Gulf Coast Association of Geological Societies Transactions
Vol. 45 (1995), Pages 21-29

Paleoenvironmental and Taphonomic Evidence of Diverse Bioclast Sources and their Implications for the Depositional Settings of Southwestern Louisiana Cheniers

Laurie C. Anderson (1), Mark R. Byrnes (2), Randolph A. McBride (2)

ABSTRACT

Southwestern Louisiana cheniers contain macrofossil assemblages that vary in taxonomic composition, taphonomic signature, and bioclast fabric, suggesting diverse bioclast sources and/or depositional environments. The most landward cheniers, Little Chenier and Chenier Perdue, contain alternating coarse and fine coquinas dominated by Crassostrea virginica and Ostrea equestris. This estuarine fauna shows fair to poor preservation. More seaward, Front Ridge, part of the most extensive chenier complex of the chenier plain, is predominantly sand with shells scattered, in stringers, in lenses, and in decimeter-thick tabular beds. Mulinia lateralis dominates assemblages, and preservation of the upper-shoreface-derived fauna is very good. The truncated beach-ridge complex at modern Hackberry Beach consists of planar to low-angle cross-stratified fine-grained coquinas with lens and lenticular beds of coarser shell and thin, laterally extensive layers of macerated plant material, mud, and shell hash. Assemblages are shoreface-derived, dominated by Mulinia lateralis and Anadara ovalis, and moderately well-preserved.
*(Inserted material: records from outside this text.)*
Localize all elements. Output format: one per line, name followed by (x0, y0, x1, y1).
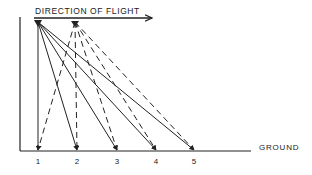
point-label-5: 5 (192, 157, 197, 166)
point-label-2: 2 (75, 157, 80, 166)
point-label-3: 3 (115, 157, 120, 166)
point-label-1: 1 (36, 157, 41, 166)
solid-rays (38, 22, 194, 150)
point-label-4: 4 (154, 157, 159, 166)
flight-direction-label: DIRECTION OF FLIGHT (35, 6, 140, 16)
ground-label: GROUND (259, 143, 299, 152)
flight-diagram: DIRECTION OF FLIGHT 1 2 3 4 5 GROUND (0, 0, 312, 175)
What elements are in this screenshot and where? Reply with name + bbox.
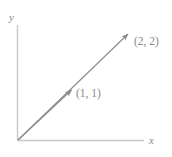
vector-2-2-arrow bbox=[18, 34, 128, 140]
vector-diagram-figure: y x (1, 1) (2, 2) bbox=[0, 0, 172, 157]
point-label-2-2: (2, 2) bbox=[134, 36, 159, 48]
x-axis-label: x bbox=[149, 135, 154, 146]
y-axis-label: y bbox=[9, 12, 14, 23]
point-label-1-1: (1, 1) bbox=[76, 88, 101, 100]
plot-canvas bbox=[0, 0, 172, 157]
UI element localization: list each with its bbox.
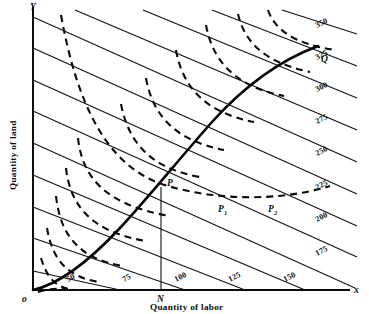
isoquant-diagram-figure: Y x o N Quantity of land Quantity of lab…: [0, 0, 369, 314]
isoquant-curve-7: [61, 15, 330, 197]
isocost-line-225: [33, 48, 357, 194]
isoquant-curve-4: [56, 196, 122, 266]
isocost-label-350: 350: [314, 16, 329, 30]
isoquant-curve-11: [206, 25, 284, 96]
point-label-p: P: [167, 178, 173, 188]
isocost-label-300: 300: [314, 80, 329, 94]
isoquant-curve-9: [146, 78, 224, 150]
isoquant-curve-6: [78, 138, 170, 216]
isocost-label-275: 275: [314, 112, 329, 126]
expansion-path-curve: [33, 46, 318, 290]
isocost-label-150: 150: [282, 270, 297, 284]
diagram-canvas: Y x o N Quantity of land Quantity of lab…: [0, 0, 369, 314]
isocost-label-250: 250: [314, 144, 329, 158]
isocost-label-100: 100: [173, 270, 188, 284]
point-label-p1-subscript: 1: [224, 209, 227, 216]
isocost-line-325: [212, 10, 357, 66]
isocost-line-175: [33, 111, 357, 257]
point-label-p2-subscript: 2: [273, 209, 277, 216]
isocost-label-175: 175: [314, 244, 329, 258]
x-axis-letter: x: [353, 285, 359, 295]
y-axis-letter: Y: [30, 2, 37, 12]
y-axis-title: Quantity of land: [8, 120, 18, 190]
x-axis-title: Quantity of labor: [150, 302, 224, 312]
isocost-line-275: [75, 10, 357, 130]
isocost-line-group: [33, 10, 357, 290]
isocost-line-150: [33, 143, 355, 288]
isocost-label-75: 75: [121, 272, 133, 284]
isocost-label-125: 125: [227, 270, 242, 284]
origin-label: o: [22, 294, 27, 304]
isoquant-curve-5: [66, 168, 146, 241]
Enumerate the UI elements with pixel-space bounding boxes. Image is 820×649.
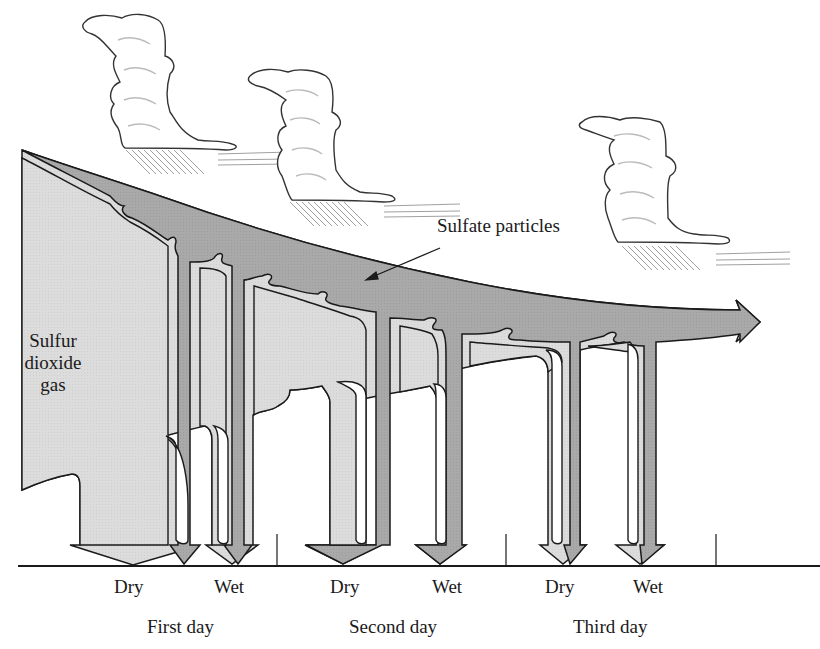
label-line: dioxide	[18, 352, 88, 374]
deposition-label-dry: Dry	[114, 577, 144, 596]
cloud-icon	[248, 69, 394, 202]
deposition-label-dry: Dry	[545, 577, 575, 596]
label-line: Sulfur	[18, 330, 88, 352]
day-label-first: First day	[147, 617, 214, 636]
deposition-label-wet: Wet	[432, 577, 462, 596]
rain-icon	[126, 150, 290, 174]
deposition-label-wet: Wet	[214, 577, 244, 596]
deposition-label-dry: Dry	[330, 577, 360, 596]
diagram: Sulfur dioxide gas Sulfate particles Dry…	[0, 0, 820, 649]
sulfate-particles-label: Sulfate particles	[437, 216, 560, 235]
cloud-icon	[83, 14, 236, 150]
sulfur-dioxide-label: Sulfur dioxide gas	[18, 330, 88, 396]
day-label-third: Third day	[573, 617, 647, 636]
rain-icon	[622, 246, 790, 270]
deposition-diagram-svg	[0, 0, 820, 649]
label-line: gas	[18, 374, 88, 396]
cloud-icon	[579, 117, 729, 245]
rain-icon	[290, 202, 460, 226]
day-label-second: Second day	[349, 617, 437, 636]
deposition-label-wet: Wet	[633, 577, 663, 596]
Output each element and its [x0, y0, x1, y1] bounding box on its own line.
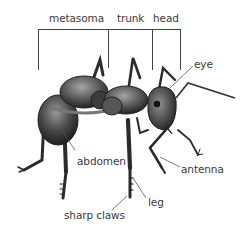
label-antenna: antenna	[181, 164, 224, 175]
section-brackets	[38, 29, 181, 70]
ant-eye	[154, 101, 160, 107]
ant-diagram: metasoma trunk head eye abdomen antenna …	[0, 0, 248, 231]
label-trunk: trunk	[117, 13, 144, 24]
label-abdomen: abdomen	[77, 156, 126, 167]
label-leg: leg	[148, 197, 164, 208]
ant-head	[148, 87, 176, 130]
label-eye: eye	[194, 59, 213, 70]
label-head: head	[153, 13, 179, 24]
ant-antenna-upper	[176, 83, 235, 98]
label-sharp-claws: sharp claws	[64, 210, 125, 221]
label-metasoma: metasoma	[49, 13, 104, 24]
ant-illustration	[0, 0, 248, 231]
Differences in bioclast source, taphonomic condition, bioclast fabric, and stratigraphy of chenier-plain deposits indicate that cheniers did not form in a single depositional setting. Oyster-dominated coquinas of Little Chenier and Chenier Perdue resemble beach deposits of rapidly transgressing coastlines where brackish-water assemblages are reworked from older estuarine deposits exposed on the lower foreshore or shoreface. Front Ridge also represents foreshore deposition, but shells are less abundant and assemblages are derived from the upper shoreface, features indicating that the shoreline was regressive during Front Ridge formation. Coquinas of the truncated beach-ridge complex at Hackberry Beach are also shoreface derived but high shell density and taphonomic condition indicate significant winnowing. Bioclasts of this beach-ridge complex were probably derived from older beach-ridge deposits, which is analogous to present conditions at Hackberry Beach. Paleoenvironmental, stratigraphic, and taphonomic data show, therefore, that many but not all cheniers are transgressive.